The video doesn't support Hicks' claim that any of the victims used obscenities against him, Sommers said.

"The cell phone video of the shootings shows no evidence of disrespect – indeed, there was insufficient time for much interaction before Hicks began shooting," he said. "Similarly, Hicks' efforts to explain wounds on his hand as possibly the result of a physical altercation initiated by Barakat are not supported in any way by the cell phone video of the shootings."

Hicks might have been trying to justify the shootings by making those statements, Sommers said, or he could have "a mistaken recollection that would be consistent with biased perception and memory."

Sommers said Hicks was well-known in the condo complex for fighting over parking spaces, but he displayed a gun only when confronting minorities.
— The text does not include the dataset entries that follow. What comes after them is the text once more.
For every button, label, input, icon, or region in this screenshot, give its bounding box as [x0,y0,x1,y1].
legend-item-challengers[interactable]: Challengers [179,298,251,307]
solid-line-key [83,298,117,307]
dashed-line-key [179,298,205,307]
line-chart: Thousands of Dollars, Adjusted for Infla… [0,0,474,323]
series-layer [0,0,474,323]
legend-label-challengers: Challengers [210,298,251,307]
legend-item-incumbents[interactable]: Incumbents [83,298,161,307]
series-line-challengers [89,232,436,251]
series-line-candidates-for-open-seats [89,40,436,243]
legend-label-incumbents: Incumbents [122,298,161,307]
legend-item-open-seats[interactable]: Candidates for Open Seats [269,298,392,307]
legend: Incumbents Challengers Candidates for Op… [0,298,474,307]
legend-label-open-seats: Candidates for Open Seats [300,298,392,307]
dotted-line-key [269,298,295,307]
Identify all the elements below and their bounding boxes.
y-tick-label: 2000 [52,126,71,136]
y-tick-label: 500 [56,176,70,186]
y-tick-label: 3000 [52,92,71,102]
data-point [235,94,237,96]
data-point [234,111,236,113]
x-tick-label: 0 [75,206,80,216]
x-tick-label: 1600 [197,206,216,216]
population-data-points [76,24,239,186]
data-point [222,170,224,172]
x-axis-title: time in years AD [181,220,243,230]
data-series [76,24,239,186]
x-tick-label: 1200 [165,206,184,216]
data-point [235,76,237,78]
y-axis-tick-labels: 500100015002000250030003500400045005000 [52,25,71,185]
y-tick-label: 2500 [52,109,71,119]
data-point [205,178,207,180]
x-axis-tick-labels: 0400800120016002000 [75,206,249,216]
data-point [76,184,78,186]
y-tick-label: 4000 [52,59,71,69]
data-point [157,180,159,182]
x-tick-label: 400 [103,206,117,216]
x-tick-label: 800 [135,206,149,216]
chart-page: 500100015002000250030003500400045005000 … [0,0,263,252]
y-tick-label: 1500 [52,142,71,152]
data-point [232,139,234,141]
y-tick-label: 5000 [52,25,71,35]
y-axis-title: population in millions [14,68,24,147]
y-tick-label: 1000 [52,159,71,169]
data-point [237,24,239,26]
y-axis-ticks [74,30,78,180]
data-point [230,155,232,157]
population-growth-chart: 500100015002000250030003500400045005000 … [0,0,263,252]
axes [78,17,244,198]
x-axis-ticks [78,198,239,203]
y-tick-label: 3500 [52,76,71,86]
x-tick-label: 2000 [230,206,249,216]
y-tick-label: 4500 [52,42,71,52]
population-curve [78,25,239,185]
Hicks also assumed Barakat and the Abu-Salah sisters were renting the condo and didn't own it, giving them less right to park there," Sommers said.

"Hicks seemed to make assumptions about the victims that were consistent with the inclusion that he viewed them in outgroup terms, as members of 'them' as opposed to 'us,'" he said.

"[W]hile it is impossible to offer definitive conclusions regarding whether and the degree to which Craig Hicks was influenced by intergroup bias," he concluded, "various details included in the case materials are consistent with the conclusion that there is a reasonable likelihood that Razan Mohammad Abu-Salah, Yusor Mohammad Abu-Salah and Deah Shaddy Barakat were not simply random victims of the violent outburst of a neighbor frustrated over parking, but rather that their ethnic and religious backgrounds played a role in how Hicks perceived them, interacted with them and ultimately shot and killed them."

Defense attorneys objected to Sommers' conclusions being introduced at Hicks' sentencing, noting that Hicks has already agreed to a plea and the maximum sentence – Durham County District Attorney Satana Deberry withdrew plans to seek the death penalty in April – and that his affidavit was filed only two weeks before the arraignment.

"We lost the battle – we lost Deah, Yusor and Razan – but ultimately we won the war," Barakat's brother, Farris Barakat, said Monday. "We were exceptionally clear as to the reasons [for the shooting] and what this was all about. [The video] left no room for doubt as to what their character was."

Dr. Mohammad Abu-Salah, the father of the slain sisters, traveled from Clayton to Washington, D.C., in April to speak to a Congressional committee about their deaths.

"We miss our children so much," he said. "At times, the pain is just as sharp now as when they died, and I ask you, I truly plead to you, not to let another American family go through this because our government would not act to protect all Americans. Please remember them — Deah, Yusor and Razan — they are my children and they are gone."

After their deaths, Abu-Salha said social media was filled with hate.

"There was a tweet that said, 'three down, 1.6 billion to go,'" he said.